Gertrude A. Alderdice died on July 21, 1936, seized of a parcel of real property in New Rochelle. It was subject to a mortgage for $22,500, which was security for a bond, the payment of which she personally had assumed under an extension agreement. In her will she devised the parcel in trust for the benefit of certain individuals. Upon probate of the will letters testamentary were issued on August 10, 1936, to the defendant. The plaintiff had acquired the bond and mortgage on March 30, 1931. The plaintiff and the defendant executor on December 29,1936, executed an extension agreement whereby the due date of the bond and mortgage was extended and the interest reduced from six per cent to four per cent. Certain installments of interest and taxes due in 1942 were not paid, whereupon plaintiff brought this action, inter alia, to recover the same from the defendant executor. The executor resisted on the ground that the estate was only secondarily liable for the payments plaintiff sought to recover and that plaintiff had not foreclosed the mortgage or otherwise had resort to the real property.

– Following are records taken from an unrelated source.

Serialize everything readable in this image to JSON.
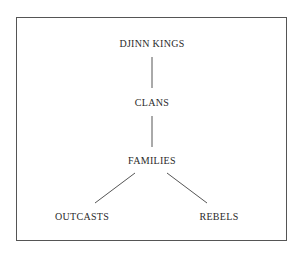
{
  "diagram": {
    "type": "hierarchy",
    "nodes": [
      {
        "id": "djinn_kings",
        "label": "DJINN KINGS"
      },
      {
        "id": "clans",
        "label": "CLANS"
      },
      {
        "id": "families",
        "label": "FAMILIES"
      },
      {
        "id": "outcasts",
        "label": "OUTCASTS"
      },
      {
        "id": "rebels",
        "label": "REBELS"
      }
    ],
    "edges": [
      {
        "from": "djinn_kings",
        "to": "clans"
      },
      {
        "from": "clans",
        "to": "families"
      },
      {
        "from": "families",
        "to": "outcasts"
      },
      {
        "from": "families",
        "to": "rebels"
      }
    ]
  }
}
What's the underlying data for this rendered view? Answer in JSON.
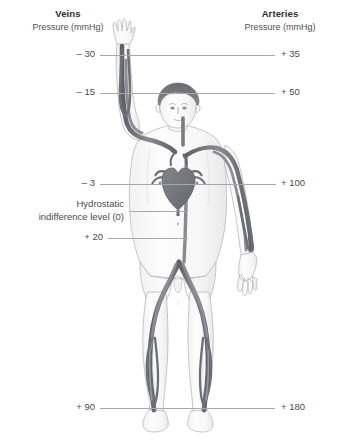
{
  "diagram": {
    "title_left": "Veins",
    "subtitle_left": "Pressure (mmHg)",
    "title_right": "Arteries",
    "subtitle_right": "Pressure (mmHg)",
    "hydrostatic_label_line1": "Hydrostatic",
    "hydrostatic_label_line2": "indifference level (0)",
    "levels": [
      {
        "vein": "– 30",
        "artery": "+ 35",
        "y": 55
      },
      {
        "vein": "– 15",
        "artery": "+ 50",
        "y": 93
      },
      {
        "vein": "– 3",
        "artery": "+ 100",
        "y": 184
      },
      {
        "vein": "",
        "artery": "",
        "y": 211
      },
      {
        "vein": "+ 20",
        "artery": "",
        "y": 238
      },
      {
        "vein": "+ 90",
        "artery": "+ 180",
        "y": 408
      }
    ],
    "colors": {
      "background": "#ffffff",
      "line": "#a8a8ac",
      "text": "#4a4a4a",
      "heading": "#2e2e2e",
      "vessel_dark": "#6f6f76",
      "vessel_mid": "#8e8e95",
      "body_outline": "#b9b9bd",
      "body_fill": "#fbfbfb",
      "hair": "#6d6d73",
      "heart": "#77777e"
    },
    "icons": {
      "figure": "human-body-anterior-figure",
      "heart": "heart-organ",
      "raised_arm": "raised-left-arm",
      "hanging_arm": "hanging-right-arm"
    }
  }
}
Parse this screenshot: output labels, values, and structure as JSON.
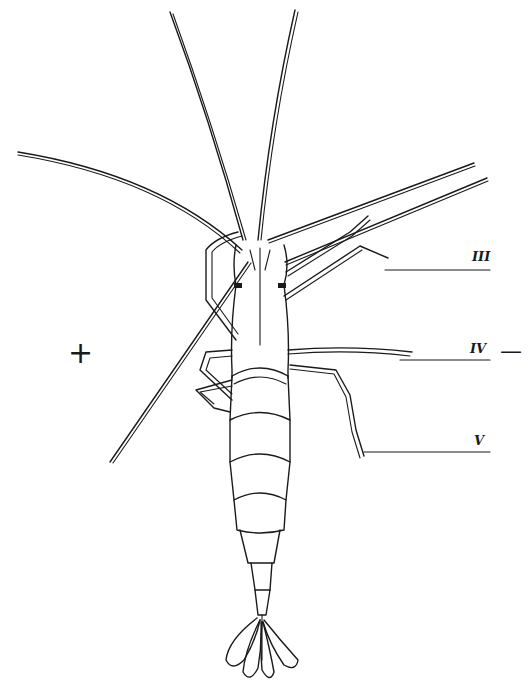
{
  "figure": {
    "stroke_color": "#1a1a1a",
    "background": "#ffffff"
  },
  "labels": {
    "leg_iii": "III",
    "leg_iv": "IV",
    "leg_v": "V"
  },
  "poles": {
    "positive": "+",
    "negative": "—"
  }
}
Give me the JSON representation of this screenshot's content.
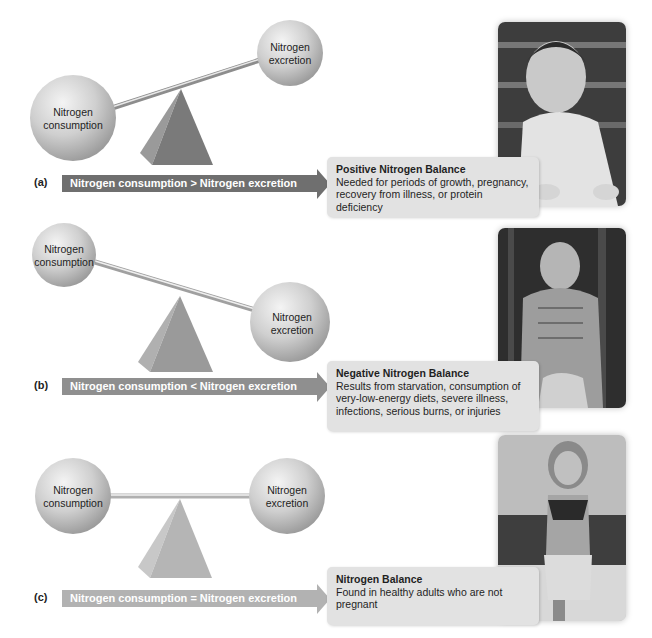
{
  "figure": {
    "panels": [
      {
        "letter": "(a)",
        "left_sphere_label": [
          "Nitrogen",
          "consumption"
        ],
        "right_sphere_label": [
          "Nitrogen",
          "excretion"
        ],
        "relation": "Nitrogen consumption > Nitrogen excretion",
        "balance_title": "Positive Nitrogen Balance",
        "balance_lines": [
          "Needed for periods of growth, pregnancy,",
          "recovery from illness, or protein deficiency"
        ],
        "photo": "crawling-baby-photo",
        "arrow_color": "#6f6f6f",
        "pyramid_color": "#7a7a7a"
      },
      {
        "letter": "(b)",
        "left_sphere_label": [
          "Nitrogen",
          "consumption"
        ],
        "right_sphere_label": [
          "Nitrogen",
          "excretion"
        ],
        "relation": "Nitrogen consumption < Nitrogen excretion",
        "balance_title": "Negative Nitrogen Balance",
        "balance_lines": [
          "Results from starvation, consumption of",
          "very-low-energy diets, severe illness,",
          "infections, serious burns, or injuries"
        ],
        "photo": "emaciated-man-photo",
        "arrow_color": "#8f8f8f",
        "pyramid_color": "#9a9a9a"
      },
      {
        "letter": "(c)",
        "left_sphere_label": [
          "Nitrogen",
          "consumption"
        ],
        "right_sphere_label": [
          "Nitrogen",
          "excretion"
        ],
        "relation": "Nitrogen consumption = Nitrogen excretion",
        "balance_title": "Nitrogen Balance",
        "balance_lines": [
          "Found in healthy adults who are not",
          "pregnant"
        ],
        "photo": "running-woman-photo",
        "arrow_color": "#b2b2b2",
        "pyramid_color": "#b5b5b5"
      }
    ]
  }
}
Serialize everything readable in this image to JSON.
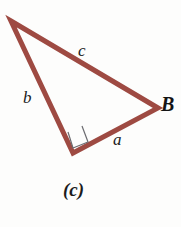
{
  "figure": {
    "caption": "(c)",
    "type": "right-triangle-diagram",
    "background_color": "#fdfdfc",
    "stroke_color": "#9e4a42",
    "stroke_width": 5,
    "right_angle_marker_color": "#6b6b70",
    "label_color": "#1b1b1b"
  },
  "labels": {
    "side_a": "a",
    "side_b": "b",
    "side_c": "c",
    "vertex_B": "B"
  },
  "geometry": {
    "vertices": {
      "top_left": {
        "x": 11,
        "y": 21
      },
      "right_B": {
        "x": 158,
        "y": 108
      },
      "bottom": {
        "x": 73,
        "y": 153
      }
    },
    "sides": [
      {
        "name": "c",
        "from": "top_left",
        "to": "right_B"
      },
      {
        "name": "b",
        "from": "top_left",
        "to": "bottom"
      },
      {
        "name": "a",
        "from": "bottom",
        "to": "right_B"
      }
    ],
    "right_angle_at": "bottom",
    "right_angle_marker": "68,132 73,148 88,142 82,126",
    "triangle_points": "11,21 158,108 73,153"
  }
}
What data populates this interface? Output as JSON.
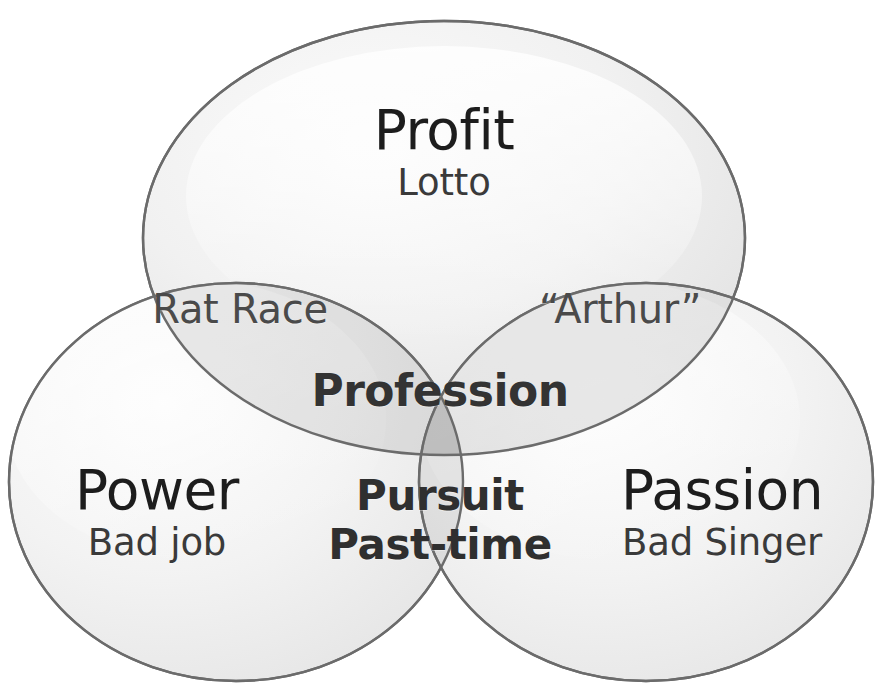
{
  "diagram": {
    "type": "venn-3-set",
    "background_color": "#ffffff",
    "ellipse_fill_light": "#f2f2f2",
    "ellipse_fill_shade": "#d8d8d8",
    "ellipse_stroke": "#6e6e6e",
    "overlap_tint": "#b9b9b9",
    "text_color": "#2a2a2a"
  },
  "sets": {
    "top": {
      "name": "Profit",
      "example": "Lotto",
      "position": "top-center"
    },
    "left": {
      "name": "Power",
      "example": "Bad job",
      "position": "bottom-left"
    },
    "right": {
      "name": "Passion",
      "example": "Bad Singer",
      "position": "bottom-right"
    }
  },
  "intersections": {
    "profit_power": {
      "label": "Rat Race",
      "sets": "Profit + Power"
    },
    "profit_passion": {
      "label": "“Arthur”",
      "sets": "Profit + Passion"
    },
    "all_three": {
      "label": "Profession",
      "sets": "Profit + Power + Passion"
    },
    "power_passion": {
      "label_line1": "Pursuit",
      "label_line2": "Past-time",
      "sets": "Power + Passion"
    }
  }
}
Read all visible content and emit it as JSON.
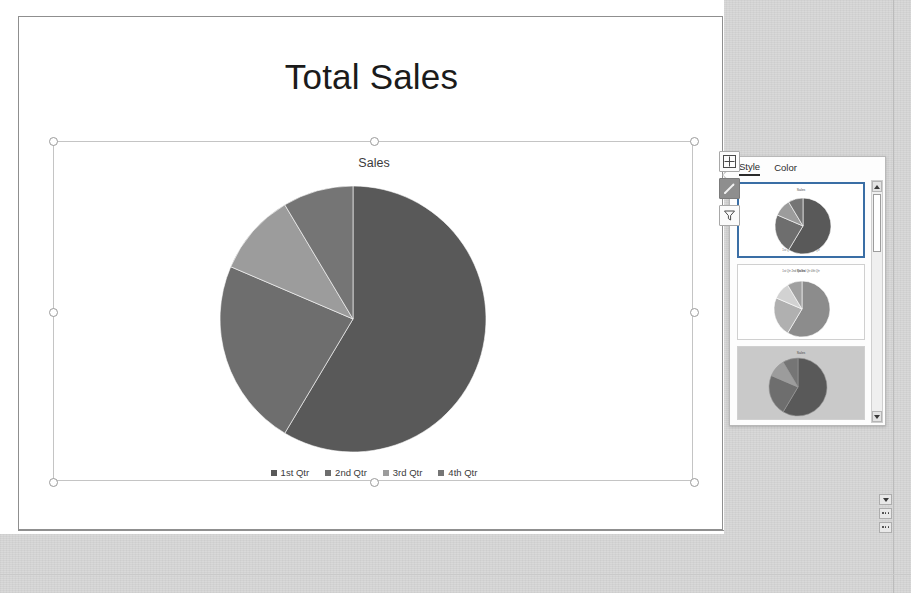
{
  "app": {
    "slide_title": "Total Sales"
  },
  "chart": {
    "title": "Sales",
    "selected": true,
    "side_buttons": [
      {
        "name": "chart-elements-button",
        "icon": "plus-icon",
        "label": "Chart Elements",
        "active": false
      },
      {
        "name": "chart-styles-button",
        "icon": "paintbrush-icon",
        "label": "Chart Styles",
        "active": true
      },
      {
        "name": "chart-filters-button",
        "icon": "funnel-icon",
        "label": "Chart Filters",
        "active": false
      }
    ]
  },
  "chart_data": {
    "type": "pie",
    "title": "Sales",
    "categories": [
      "1st Qtr",
      "2nd Qtr",
      "3rd Qtr",
      "4th Qtr"
    ],
    "values": [
      8.2,
      3.2,
      1.4,
      1.2
    ],
    "percentages": [
      58.6,
      22.9,
      10.0,
      8.6
    ],
    "colors": [
      "#595959",
      "#6e6e6e",
      "#9c9c9c",
      "#757575"
    ],
    "legend_position": "bottom",
    "grid": false,
    "xlabel": "",
    "ylabel": ""
  },
  "style_panel": {
    "tabs": [
      {
        "label": "Style",
        "selected": true
      },
      {
        "label": "Color",
        "selected": false
      }
    ],
    "thumbnails": [
      {
        "name": "chart-style-1",
        "title": "Sales",
        "selected": true,
        "background": "#ffffff",
        "legend": "1st Qtr   2nd Qtr   3rd Qtr   4th Qtr",
        "legend_pos": "bottom"
      },
      {
        "name": "chart-style-2",
        "title": "Sales",
        "selected": false,
        "background": "#ffffff",
        "legend": "1st Qtr   2nd Qtr   3rd Qtr   4th Qtr",
        "legend_pos": "top"
      },
      {
        "name": "chart-style-3",
        "title": "Sales",
        "selected": false,
        "background": "#c9c9c9",
        "legend": "",
        "legend_pos": "right"
      }
    ],
    "scrollbar": {
      "up_arrow": "scroll-up-icon",
      "down_arrow": "scroll-down-icon"
    }
  },
  "side_nav": {
    "buttons": [
      {
        "name": "previous-slide-button",
        "icon": "scroll-down-icon"
      },
      {
        "name": "slide-sorter-button",
        "icon": "ellipsis-icon"
      },
      {
        "name": "next-slide-button",
        "icon": "ellipsis-icon"
      }
    ]
  }
}
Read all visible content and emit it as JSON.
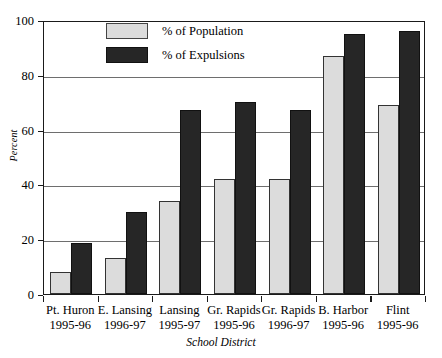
{
  "chart_data": {
    "type": "bar",
    "title": "",
    "xlabel": "School District",
    "ylabel": "Percent",
    "ylim": [
      0,
      100
    ],
    "yticks": [
      0,
      20,
      40,
      60,
      80,
      100
    ],
    "grid": true,
    "legend_position": "top-center",
    "categories": [
      "Pt. Huron 1995-96",
      "E. Lansing 1996-97",
      "Lansing 1995-97",
      "Gr. Rapids 1995-96",
      "Gr. Rapids 1996-97",
      "B. Harbor 1995-96",
      "Flint 1995-96"
    ],
    "category_lines": [
      {
        "line1": "Pt. Huron",
        "line2": "1995-96"
      },
      {
        "line1": "E. Lansing",
        "line2": "1996-97"
      },
      {
        "line1": "Lansing",
        "line2": "1995-97"
      },
      {
        "line1": "Gr. Rapids",
        "line2": "1995-96"
      },
      {
        "line1": "Gr. Rapids",
        "line2": "1996-97"
      },
      {
        "line1": "B. Harbor",
        "line2": "1995-96"
      },
      {
        "line1": "Flint",
        "line2": "1995-96"
      }
    ],
    "series": [
      {
        "name": "% of Population",
        "color": "#dcdcdc",
        "values": [
          8,
          13,
          34,
          42,
          42,
          87,
          69
        ]
      },
      {
        "name": "% of Expulsions",
        "color": "#262626",
        "values": [
          18.5,
          30,
          67,
          70,
          67,
          95,
          96
        ]
      }
    ]
  },
  "legend": {
    "items": [
      {
        "label": "% of Population",
        "swatch": "light"
      },
      {
        "label": "% of Expulsions",
        "swatch": "dark"
      }
    ]
  },
  "axes": {
    "y_title": "Percent",
    "x_title": "School District",
    "y_tick_labels": [
      "100",
      "80",
      "60",
      "40",
      "20",
      "0"
    ]
  }
}
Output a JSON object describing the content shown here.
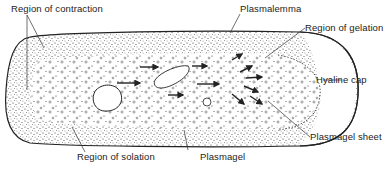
{
  "diagram": {
    "labels": {
      "region_of_contraction": "Region of contraction",
      "plasmalemma": "Plasmalemma",
      "region_of_gelation": "Region of gelation",
      "hyaline_cap": "Hyaline cap",
      "plasmagel_sheet": "Plasmagel sheet",
      "plasmagel": "Plasmagel",
      "region_of_solation": "Region of solation"
    },
    "colors": {
      "ink": "#222222",
      "background": "#ffffff"
    }
  }
}
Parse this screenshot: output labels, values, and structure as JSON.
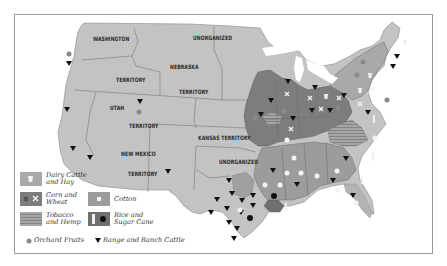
{
  "map": {
    "title": "",
    "colors": {
      "background": "#ffffff",
      "frame": "#9a9a9a",
      "land_default": "#c3c3c3",
      "dairy_hay": "#a8a8a8",
      "corn_wheat": "#7b7b7b",
      "tobacco_hemp": "#9e9e9e",
      "cotton": "#9a9a9a",
      "rice_sugar": "#6e6e6e",
      "border": "#6a6a6a",
      "marker": "#111111"
    },
    "region_labels": [
      {
        "text": "WASHINGTON",
        "x": 93,
        "y": 38
      },
      {
        "text": "UNORGANIZED",
        "x": 193,
        "y": 37
      },
      {
        "text": "NEBRASKA",
        "x": 170,
        "y": 66
      },
      {
        "text": "TERRITORY",
        "x": 116,
        "y": 78
      },
      {
        "text": "TERRITORY",
        "x": 179,
        "y": 90
      },
      {
        "text": "UTAH",
        "x": 110,
        "y": 106
      },
      {
        "text": "TERRITORY",
        "x": 129,
        "y": 124
      },
      {
        "text": "KANSAS TERRITORY",
        "x": 198,
        "y": 137
      },
      {
        "text": "NEW MEXICO",
        "x": 121,
        "y": 152
      },
      {
        "text": "TERRITORY",
        "x": 128,
        "y": 172
      },
      {
        "text": "UNORGANIZED",
        "x": 219,
        "y": 160
      }
    ]
  },
  "legend": {
    "items": [
      {
        "id": "dairy",
        "label": "Dairy Cattle\nand Hay"
      },
      {
        "id": "corn",
        "label": "Corn and\nWheat"
      },
      {
        "id": "cotton",
        "label": "Cotton"
      },
      {
        "id": "tobacco",
        "label": "Tobacco\nand Hemp"
      },
      {
        "id": "rice",
        "label": "Rice and\nSugar Cane"
      },
      {
        "id": "orchard",
        "label": "Orchard Fruits"
      },
      {
        "id": "cattle",
        "label": "Range and Ranch Cattle"
      }
    ]
  }
}
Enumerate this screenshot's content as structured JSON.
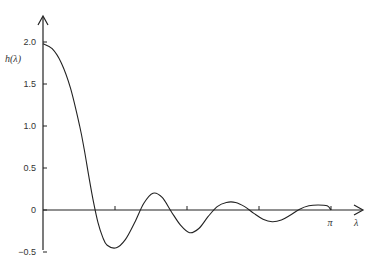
{
  "chart_data": {
    "type": "line",
    "title": "",
    "xlabel": "λ",
    "ylabel": "h(λ)",
    "xlim": [
      0,
      3.14159
    ],
    "ylim": [
      -0.5,
      2.0
    ],
    "grid": false,
    "legend": null,
    "y_ticks": [
      {
        "value": 2.0,
        "label": "2.0"
      },
      {
        "value": 1.5,
        "label": "1.5"
      },
      {
        "value": 1.0,
        "label": "1.0"
      },
      {
        "value": 0.5,
        "label": "0.5"
      },
      {
        "value": 0,
        "label": "0"
      },
      {
        "value": -0.5,
        "label": "−0.5"
      }
    ],
    "x_ticks": [
      {
        "value": 0.7854,
        "label": ""
      },
      {
        "value": 1.5708,
        "label": ""
      },
      {
        "value": 2.3562,
        "label": ""
      },
      {
        "value": 3.14159,
        "label": "π"
      }
    ],
    "series": [
      {
        "name": "h(λ)",
        "x": [
          0,
          0.1,
          0.2,
          0.3,
          0.4,
          0.45,
          0.5,
          0.55,
          0.6,
          0.65,
          0.7,
          0.8,
          0.9,
          1.0,
          1.1,
          1.2,
          1.3,
          1.4,
          1.5,
          1.6,
          1.7,
          1.8,
          1.9,
          2.0,
          2.1,
          2.2,
          2.3,
          2.4,
          2.5,
          2.6,
          2.7,
          2.8,
          2.9,
          3.0,
          3.1,
          3.14159
        ],
        "y": [
          1.98,
          1.92,
          1.75,
          1.45,
          1.0,
          0.72,
          0.4,
          0.1,
          -0.15,
          -0.32,
          -0.42,
          -0.45,
          -0.35,
          -0.15,
          0.08,
          0.2,
          0.15,
          -0.02,
          -0.18,
          -0.27,
          -0.22,
          -0.08,
          0.04,
          0.09,
          0.09,
          0.04,
          -0.04,
          -0.11,
          -0.14,
          -0.12,
          -0.06,
          0.01,
          0.05,
          0.06,
          0.05,
          0.0
        ]
      }
    ],
    "axis_labels": {
      "x": "λ",
      "x_end": "π",
      "y": "h(λ)"
    }
  }
}
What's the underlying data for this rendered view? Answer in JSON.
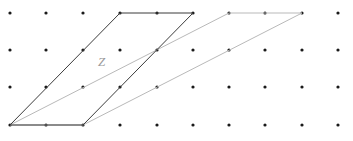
{
  "figure": {
    "width": 353,
    "height": 141,
    "background_color": "#ffffff",
    "caption_label": "Z",
    "label_color": "#9a9a9a",
    "dark_stroke_color": "#3b3b3b",
    "light_stroke_color": "#b9b9b9",
    "dot_color": "#1a1a1a"
  },
  "label": {
    "z": "Z",
    "x": 98,
    "y": 55
  },
  "lattice": {
    "dot_radius": 1.6,
    "columns": 10,
    "rows": 4,
    "origin_x": 10,
    "origin_y": 13,
    "step_x": 36.4,
    "step_y": 37.3,
    "points": [
      [
        10,
        13
      ],
      [
        46,
        13
      ],
      [
        83,
        13
      ],
      [
        120,
        13
      ],
      [
        157,
        13
      ],
      [
        193,
        13
      ],
      [
        229,
        13
      ],
      [
        265,
        13
      ],
      [
        302,
        13
      ],
      [
        338,
        13
      ],
      [
        10,
        50
      ],
      [
        46,
        50
      ],
      [
        83,
        50
      ],
      [
        120,
        50
      ],
      [
        157,
        50
      ],
      [
        193,
        50
      ],
      [
        229,
        50
      ],
      [
        265,
        50
      ],
      [
        302,
        50
      ],
      [
        338,
        50
      ],
      [
        10,
        87
      ],
      [
        46,
        87
      ],
      [
        83,
        87
      ],
      [
        120,
        87
      ],
      [
        157,
        87
      ],
      [
        193,
        87
      ],
      [
        229,
        87
      ],
      [
        265,
        87
      ],
      [
        302,
        87
      ],
      [
        338,
        87
      ],
      [
        10,
        125
      ],
      [
        46,
        125
      ],
      [
        83,
        125
      ],
      [
        120,
        125
      ],
      [
        157,
        125
      ],
      [
        193,
        125
      ],
      [
        229,
        125
      ],
      [
        265,
        125
      ],
      [
        302,
        125
      ],
      [
        338,
        125
      ]
    ]
  },
  "shapes": {
    "dark_parallelogram": {
      "name": "fundamental-domain",
      "points": "10,125 83,125 193,13 120,13",
      "stroke": "#3b3b3b"
    },
    "light_parallelogram": {
      "name": "sheared-lattice-cell",
      "points": "10,125 83,125 302,13 229,13",
      "stroke": "#b9b9b9"
    }
  }
}
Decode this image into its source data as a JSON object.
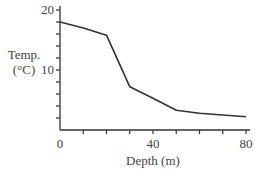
{
  "chart_data": {
    "type": "line",
    "title": "",
    "xlabel": "Depth (m)",
    "ylabel_line1": "Temp.",
    "ylabel_line2": "(°C)",
    "ylabel": "Temp. (°C)",
    "xlim": [
      0,
      80
    ],
    "ylim": [
      0,
      20
    ],
    "x_tick_labels": [
      "0",
      "40",
      "80"
    ],
    "x_minor_ticks": [
      10,
      20,
      30,
      40,
      50,
      60,
      70,
      80
    ],
    "y_tick_labels": [
      "20",
      "10"
    ],
    "y_minor_ticks": [
      2,
      4,
      6,
      8,
      10,
      12,
      14,
      16,
      18,
      20
    ],
    "grid": false,
    "legend": null,
    "series": [
      {
        "name": "Temperature",
        "x": [
          0,
          10,
          20,
          30,
          40,
          50,
          60,
          80
        ],
        "values": [
          18,
          17,
          15.8,
          7.2,
          5.3,
          3.3,
          2.8,
          2.2
        ]
      }
    ],
    "line_color": "#333333"
  }
}
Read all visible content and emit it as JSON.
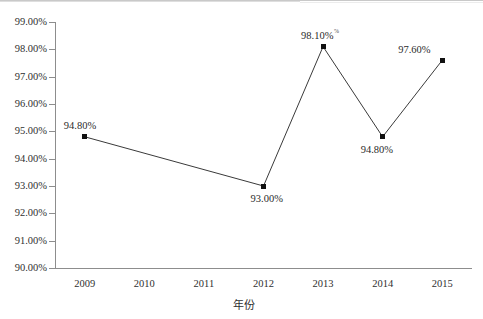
{
  "chart_data": {
    "type": "line",
    "title": "",
    "subtitle": "",
    "xlabel": "年份",
    "ylabel": "",
    "categories": [
      "2009",
      "2010",
      "2011",
      "2012",
      "2013",
      "2014",
      "2015"
    ],
    "series": [
      {
        "name": "",
        "values": [
          94.8,
          null,
          null,
          93.0,
          98.1,
          94.8,
          97.6
        ]
      }
    ],
    "point_labels": [
      "94.80%",
      "",
      "",
      "93.00%",
      "98.10%",
      "94.80%",
      "97.60%"
    ],
    "ylim": [
      90.0,
      99.0
    ],
    "ytick_step": 1.0,
    "ytick_labels": [
      "99.00%",
      "98.00%",
      "97.00%",
      "96.00%",
      "95.00%",
      "94.00%",
      "93.00%",
      "92.00%",
      "91.00%",
      "90.00%"
    ],
    "ytick_values": [
      99,
      98,
      97,
      96,
      95,
      94,
      93,
      92,
      91,
      90
    ],
    "xtick_labels": [
      "2009",
      "2010",
      "2011",
      "2012",
      "2013",
      "2014",
      "2015"
    ],
    "grid": false,
    "legend": "none",
    "marker": "square",
    "marker_color": "#111111",
    "line_color": "#3a3a3a",
    "axis_color": "#8d8d8d",
    "label_artifact": "%"
  }
}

Plaintiff thereupon moved for judgment on the pleadings, and the defendant made a cross motion for judgment dismissing the complaint. Plaintiff’s motion was denied and defendant’s cross motion granted; and from the order and judgment entered thereon plaintiff appeals.
*126Plaintiff seeks to recover because of the execution of the extension agreement by the defendant. In effect it asserts that the execution of that agreement by defendant executor constituted the creation of a new obligation by the estate which made inapplicable section 250 of the Real Property Law which the defendant invokes.
When the executor signed the extension agreement it merely continued an existing obligation of the testatrix, who had assumed the payment of the bond. The executor did not create a new obligation or liability. The extension agreement merely reduced an existing interest burden of decedent and extended the due date of an existing obligation of the testatrix.
When the testatrix, aware that she was obligated on the bond, devised this parcel she did so presumably subject to section 250 of the Real Property Law. The terms of the will so reveal. Her other testamentary dispositions necessarily were made on that assumption. Otherwise they might be defeated if section 250 were not enforced. That section provides that when real property is devised subject to a mortgage, recourse must be had to the devisee to satisfy the same wdthout resort to the executor, “ unless there be an express direction in the will of such testator, that such mortgage * * * be otherwise paid.” The wall contains no such express direction. As no new liability was created by the executor, that factor emphasizes the controlling effect of section 250 of the Real Property Law. Hence resort may not be had against this executor in the first instance, and the plaintiff must first proceed against the real property. (Matter of Burrows, 283 N. Y. 540; Matter of Brenner, 171 Misc. 627, 631, affd. 258 App. Div. 717.) The provision in the will authorizing the executor to make a mortgage does not militate against the foregoing view. A new mortgage or obligation was not made by the executor pursuant to any power bestowed upon it.
Matter of Segall (287 N. Y. 52) is not to the contrary. There a second mortgage was involved and recourse to the property was not possible because the prior foreclosure of a first mortgage had exhausted the security. In Matter of Riordan (251 App. Div. 305) the decedent was not obligated on the bond, and the executor created a new liability.
The order and judgment should be affirmed, with ten dollars costs and disbursements.
Close, P. J., Hagabty, Carswell, Johnston and Adel, JJ., concur.
Order and judgment unanimously affirmed, with ten dollars costs and disbursements. [See post, p. 820.]